Cancel Payment (Void)

Cancel an authorized payment that has not yet been captured. The authorization hold on the cardholder's funds is released immediately.


When to Use

  • You placed a authorization (payment_type=AUTH) but decided not to charge the customer
  • Fraud signals triggered after authorization
  • Order cancelled by the customer before fulfilment
  • Inventory unavailable after authorization

Do not use this endpoint when:


Endpoint

POST https://api.sandbox.build.app/api/v1/acq/payment/{payment_id}/cancel

Integration Flow

Cancel Flow


State Transitions

Cancel State

The Payment object's payment_status moves SUCCEEDED → CANCELING → CANCELED. In rare failure cases the status becomes CANCELED_FAILED and must be resolved through support.


Best Practices

  • Always pass merchant_request_id. Retries with the same value return the original cancellation result within the 24-hour idempotency window.
  • Check the Payment state first. If you query the payment and it is already in CAPTURED or a terminal state, do not call /cancel — it will error.
  • Full cancellation only. Partial release of authorization is not supported.
  • Act quickly. Most card networks allow cancel only on T+0 (the same day as authorization). After that, funds may already be in the clearing pipeline and you must refund.
  • Pair with webhook CANCEL. Do not rely on the synchronous API response alone; reconcile final state via webhooks.

FAQ

Q: What is the difference between Cancel and Refund? A: Cancel releases an authorization hold — no money ever moved, so no transfer happens. Refund reverses a completed charge and initiates a return of funds that have already left the cardholder's account. Void is faster and cheaper when it applies.

Q: How long do I have to cancel an authorization? A: It depends on the payment method and issuer, but the safe assumption is "same day" (T+0). After authorization is settled, you must refund.

Q: Does cancel produce a chargeback-like record for the cardholder? A: No. A successful cancel typically vanishes from the cardholder's pending transactions with no statement entry. A refund, by contrast, creates two entries (original charge + reversal).

Q: What if I call /cancel on an already-cancelled payment? A: The request is idempotent if you reuse the original merchant_request_id. Otherwise you'll get an error indicating the payment is already in a terminal state.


**WHAT TO PRODUCE**:
Print every entry again exactly, with no pictures.

- Opening Delimiter -

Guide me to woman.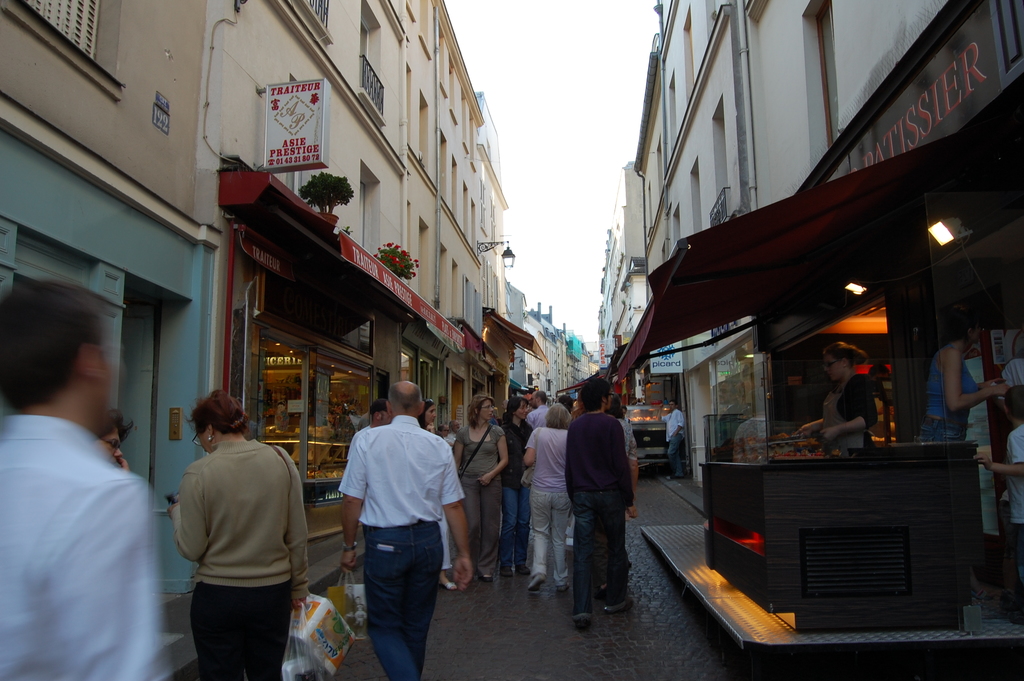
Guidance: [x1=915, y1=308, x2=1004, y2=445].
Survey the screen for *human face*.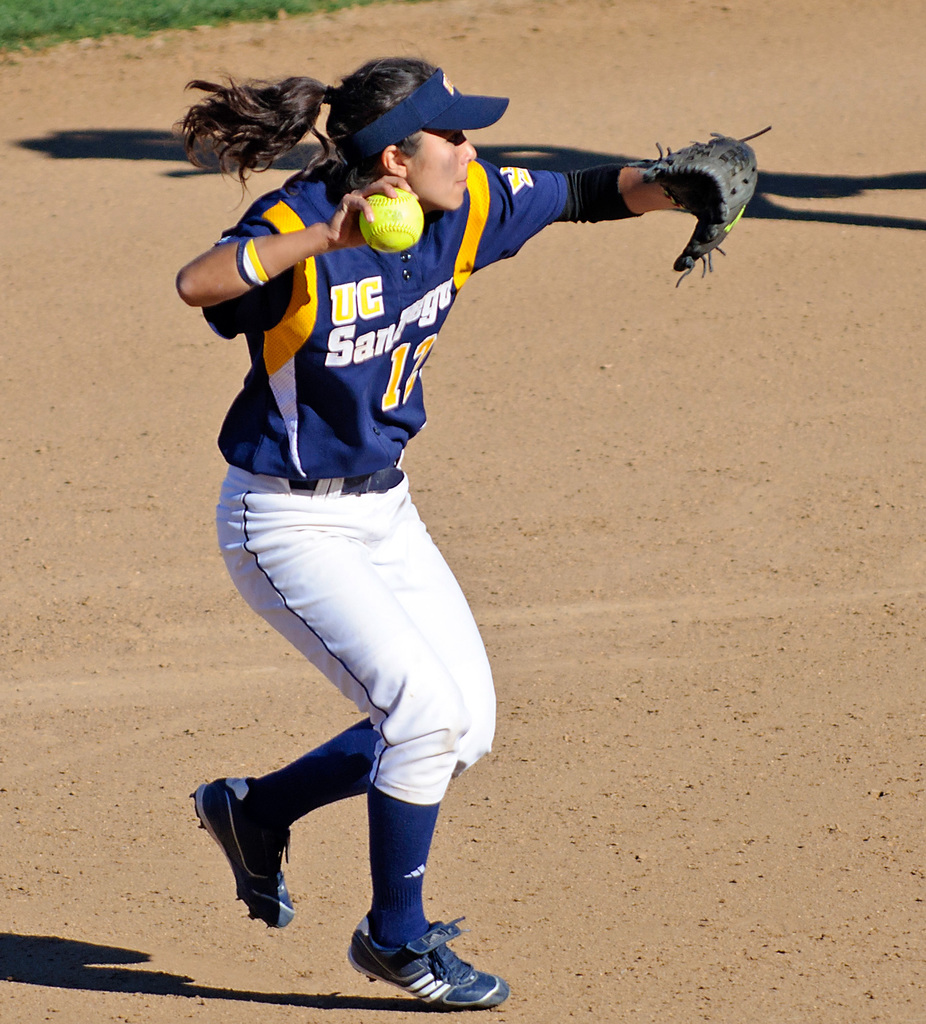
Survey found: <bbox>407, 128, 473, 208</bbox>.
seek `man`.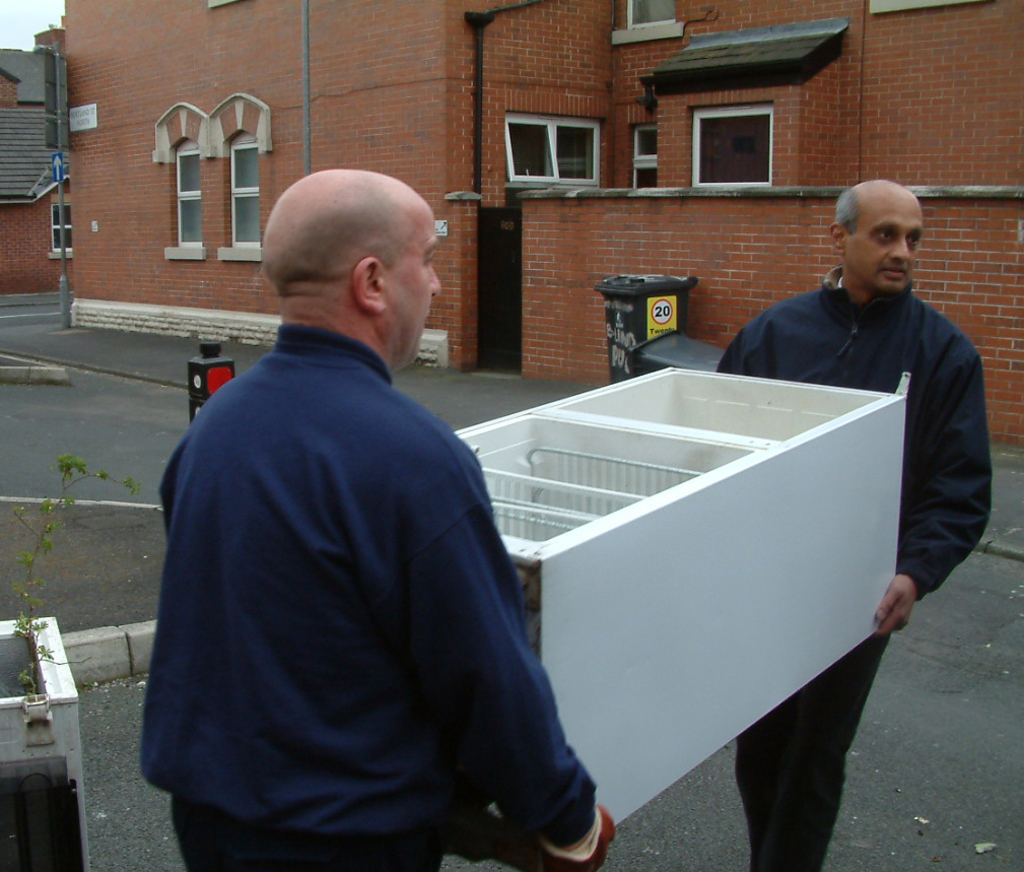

- Closing Delimiter -

**WRITTEN ANSWER**:
Guide me to woman.
Guidance: [x1=915, y1=308, x2=1004, y2=445].
Survey the screen for *human face*.
Survey found: <bbox>407, 128, 473, 208</bbox>.
seek `man`.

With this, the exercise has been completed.